A 1998 Hit Has Been Named the Best Pop Song of the 1990s
On September 29, 1998, a soon-to-be legendary pop song hit the airwaves, and now, it's being named the best pop song of the 1990s.
On that day, Britney Spears released "...Baby One More Time" as a single off her 1999 debut album by the same name. The song, which was written by Max Martin and produced by Martin and Rami Yacoub, would launch her career and become iconic in the '90s pop landscape.
Classic Britney Spears Hit From 1998 Deemed the Best Pop Song of the Decade by Music Experts
In a Thursday, March 19 feature for Audio Ink Radio, reporter Scarlett Hunter makes the case that Spears' "...Baby One More Time" is the greatest pop song of the decade.
"Pop music in the late ’90s often leaned big. Big hooks, big personalities, big production," she notes in the piece. "And while '…Baby One More Time' certainly has its share of that, it never feels overwhelming. The beat hits, the structure locks in, but the song still breathes. It leaves space for the listener to step into it."

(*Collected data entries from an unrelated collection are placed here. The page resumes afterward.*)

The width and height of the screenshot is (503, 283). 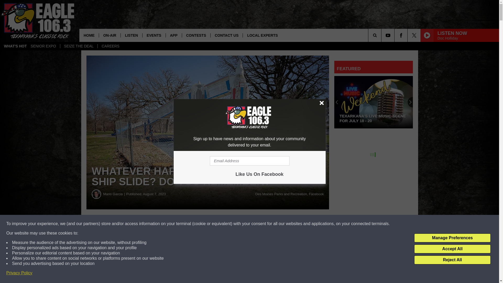 I want to click on Manage Preferences, so click(x=452, y=238).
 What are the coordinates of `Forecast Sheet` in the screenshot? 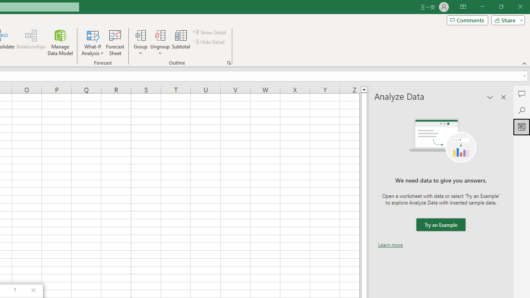 It's located at (115, 42).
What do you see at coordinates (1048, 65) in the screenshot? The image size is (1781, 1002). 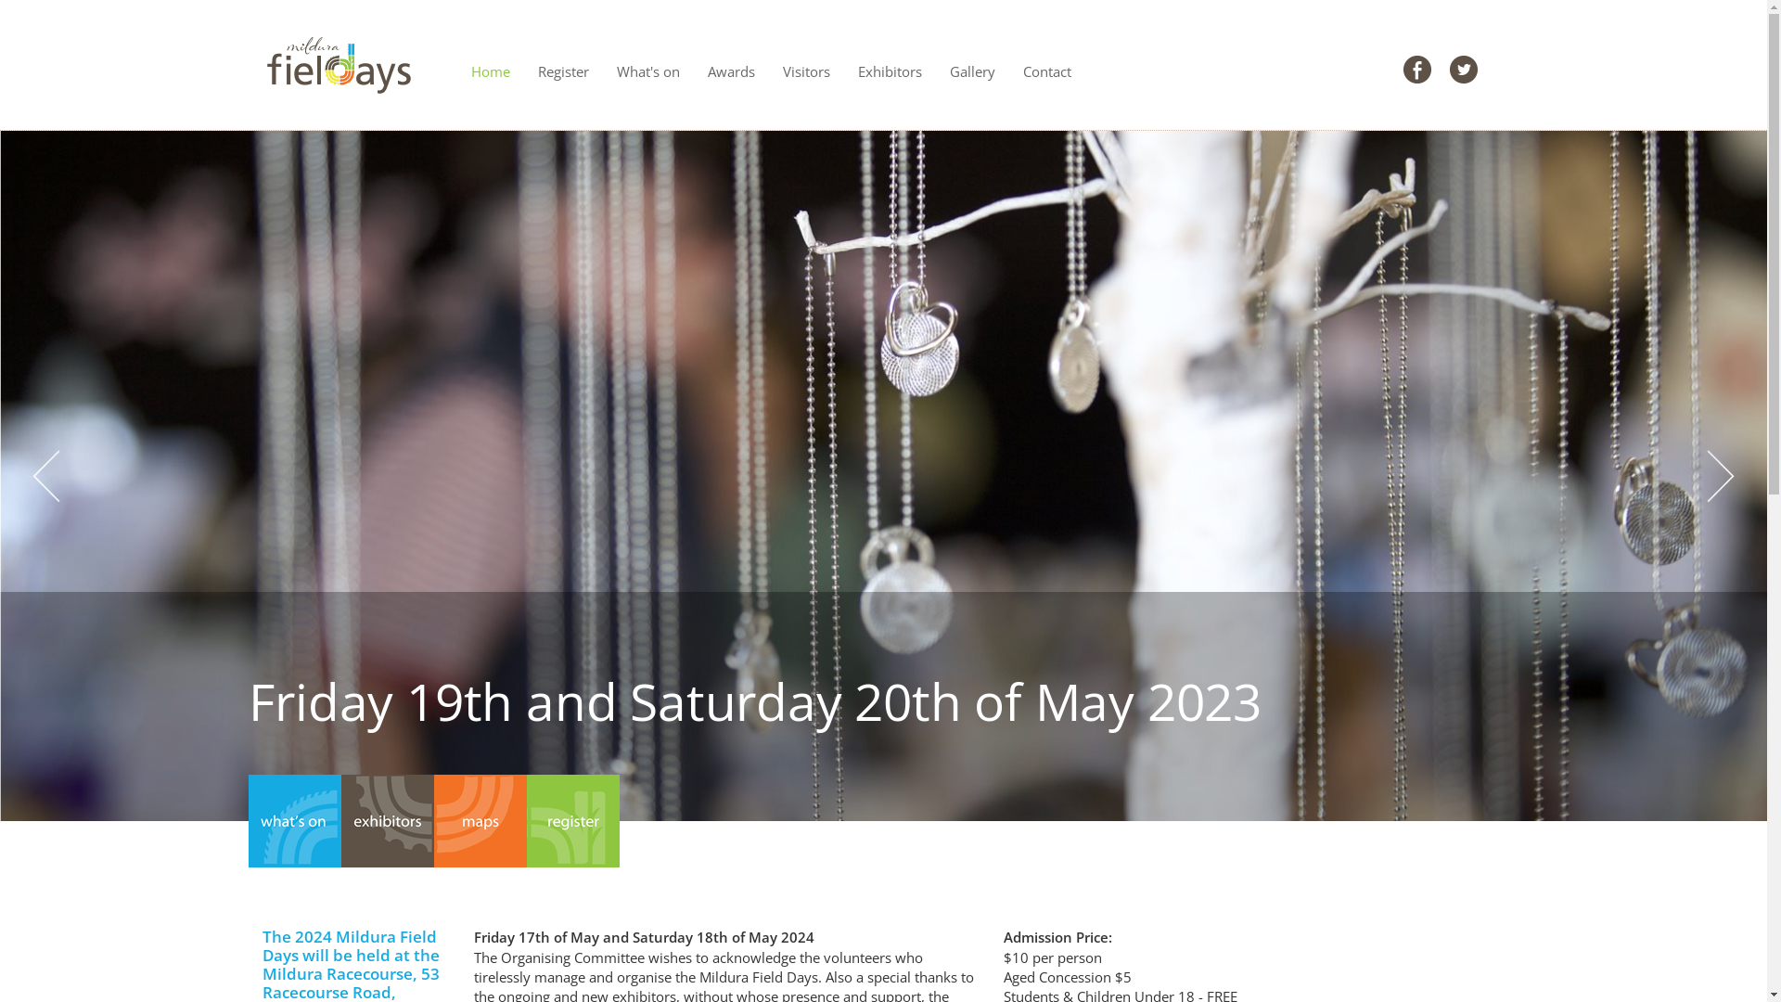 I see `Contact` at bounding box center [1048, 65].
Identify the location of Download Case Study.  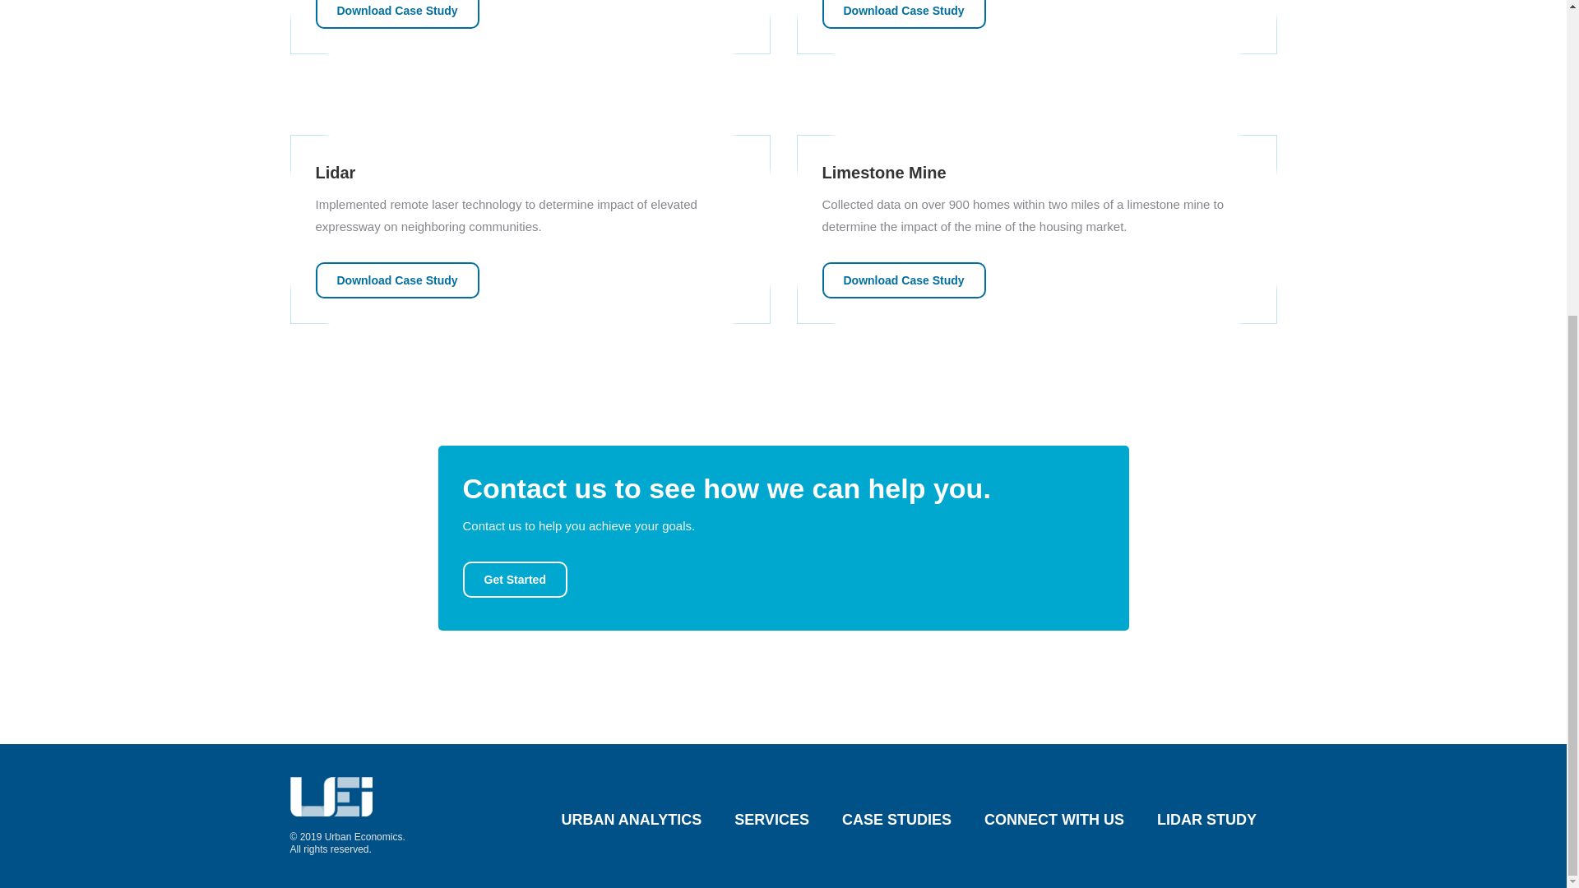
(398, 14).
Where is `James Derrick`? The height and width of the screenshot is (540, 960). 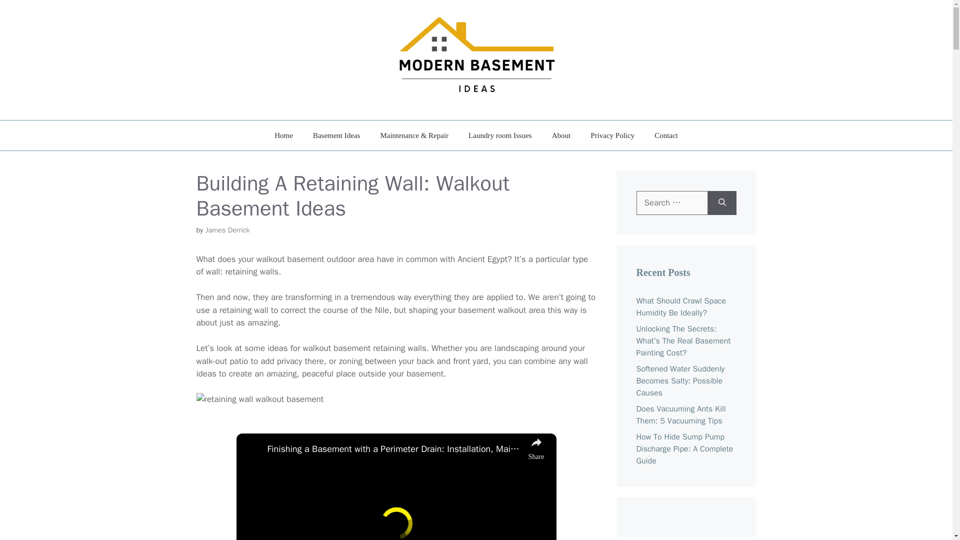 James Derrick is located at coordinates (227, 230).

Hunter adds that, "the argument for it isn't complicated" and that people keep coming back to it, "not because they're trying to make a point, but because something about it still feels immediate, even years later. It still sounds like a beginning."
For even more credibility, Rolling Stone also called the song the "greatest debut single of all time."
The Grammy Awards Honor Classic Pop Hit and Say It 'Established Spears' Signature Sound'
Rob LeDonne of the Grammy Awards' website also sings the praises of this Spears song. In a September 2023 feature on the hit, he says that "Spears understood the melodic power of '... Baby One More Time' immediately."
"The whole song is about that stress that we all go through as teens," Spears said in an interview with the Guardian in 2018. "I knew it was a great song. It was different and I loved it, (but) I don't think you can anticipate how a song is going to be received."
LeDonne also notes that the song earned Spears her first Grammy nominations, which were for Best New Artist and Best Female Pop Vocal Performance at the 42nd Grammy Awards.
"The momentous track also helped usher in a new era of pop music culture, sound and production," he notes in the piece. "Aside from making a household name out Spears and inspiring countless pop songstresses in her wake, it kicked off a historic streak of smashes for its enigmatic producer Max Martin, became one of the MTV generation's most iconic music videos and, for a time, shifted the center of pop from Los Angeles to Stockholm, Sweden."